Groundhog Landscaping designs and installs low-voltage LED landscape lighting systems across Buffalo, Clarence, Amherst, Williamsville, East Amherst, Hamburg, Orchard Park, and the surrounding WNY communities. Done right, a lighting system transforms how a property feels at night, doubles the hours you actually use your patio, and dramatically improves safety along walkways and steps. Done wrong — with mismatched color temperatures or fixtures pointed at the wrong things — it looks like a landing strip.
Modern landscape lighting is almost universally 12V LED: low operating cost (a typical 12-fixture system uses less than a 100W bulb), long fixture life (40,000+ hours), no shock hazard with wiring at 12 volts, and safe to install under mulch and around water features. We use brass and copper-bodied fixtures that age gracefully rather than the white plastic that yellows and cracks within a few WNY winters.
What to know about installing landscape lighting on your Buffalo-area property.
A small starter system (entry + path + 1–2 uplights, around 8 fixtures) typically runs $2,500–$4,500 installed. A full property design (path, uplights, downlights, wall lighting, hardscape lights, smart control) usually lands between $6,000 and $15,000. Pricing varies with fixture quality, wire runs, and how many circuits/transformers are needed.

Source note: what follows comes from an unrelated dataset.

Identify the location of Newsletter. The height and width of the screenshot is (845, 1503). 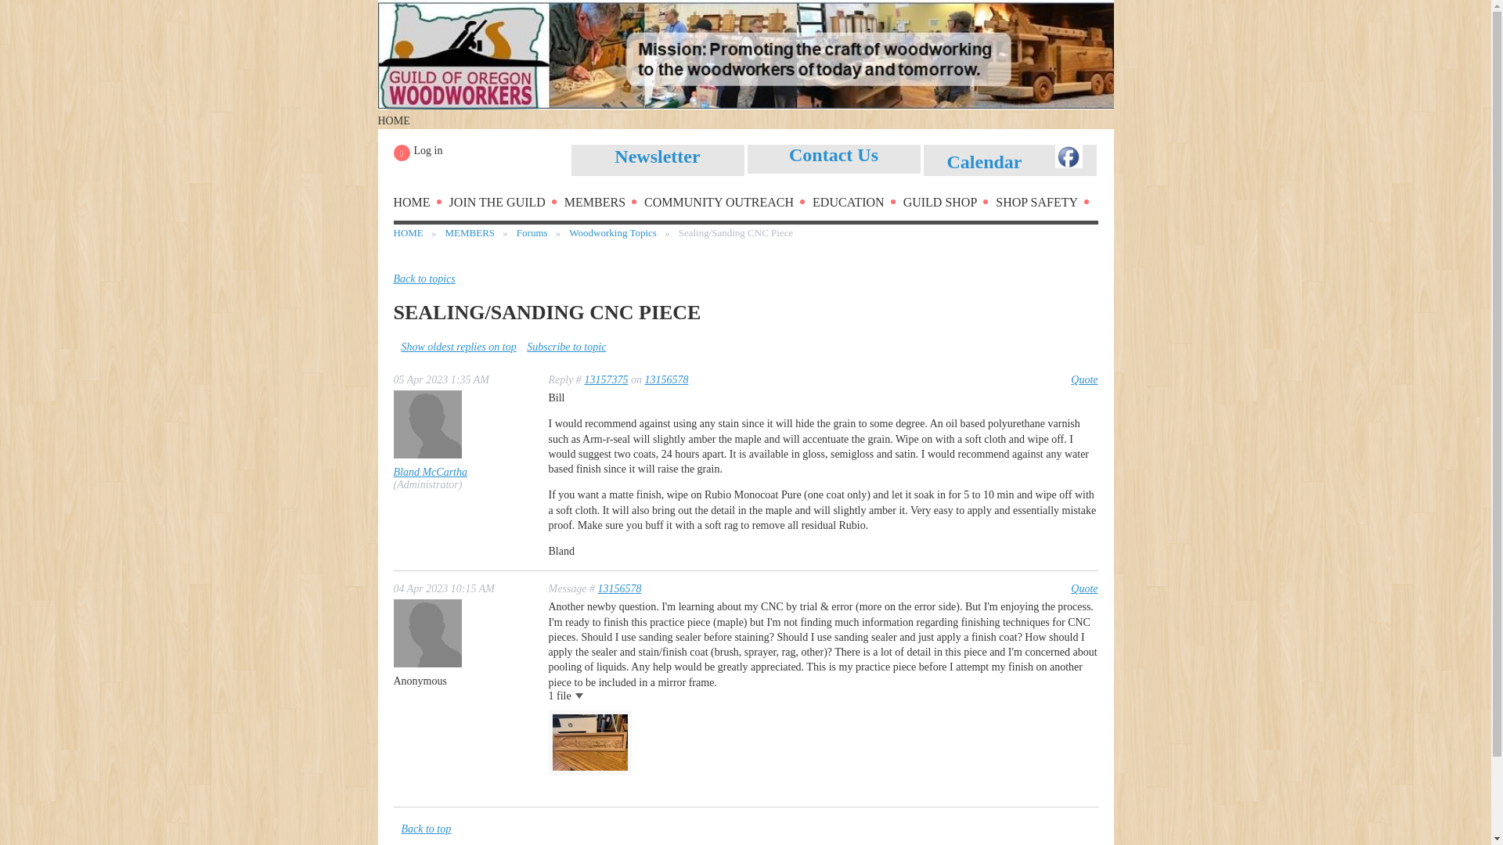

Almost imperceptibly. A typical 12-fixture LED landscape system draws roughly the same as a single incandescent light bulb. Running 5 hours a night for an entire year usually adds a couple of dollars per month to a Buffalo electric bill.
Yes for path, uplight, and downlight fixtures — wire is buried in beds and run discreetly along bed edges. Hardscape lights integrated into paver step risers and retaining wall caps are easier when designed during the original install but can sometimes be retrofitted.
Default is warm white in the 2700K–3000K range, which renders plant foliage and brick/stone naturally. Cooler temperatures (4000K+) can look harsh and bluish — we avoid them outdoors except for very specific architectural applications.
Brass and copper fixtures with quality LED lamps typically last 15–25 years outdoors. LED lamps themselves are rated for 40,000+ hours. Cheap plastic fixtures from big-box stores tend to fail within a few Buffalo winters — we don’t install them.
Yes. Annual maintenance includes adjusting fixtures pushed by mowers or snow, cleaning lenses, replacing the rare failed lamp, and resetting timers as daylight savings shifts. Many clients fold this into their seasonal maintenance contracts.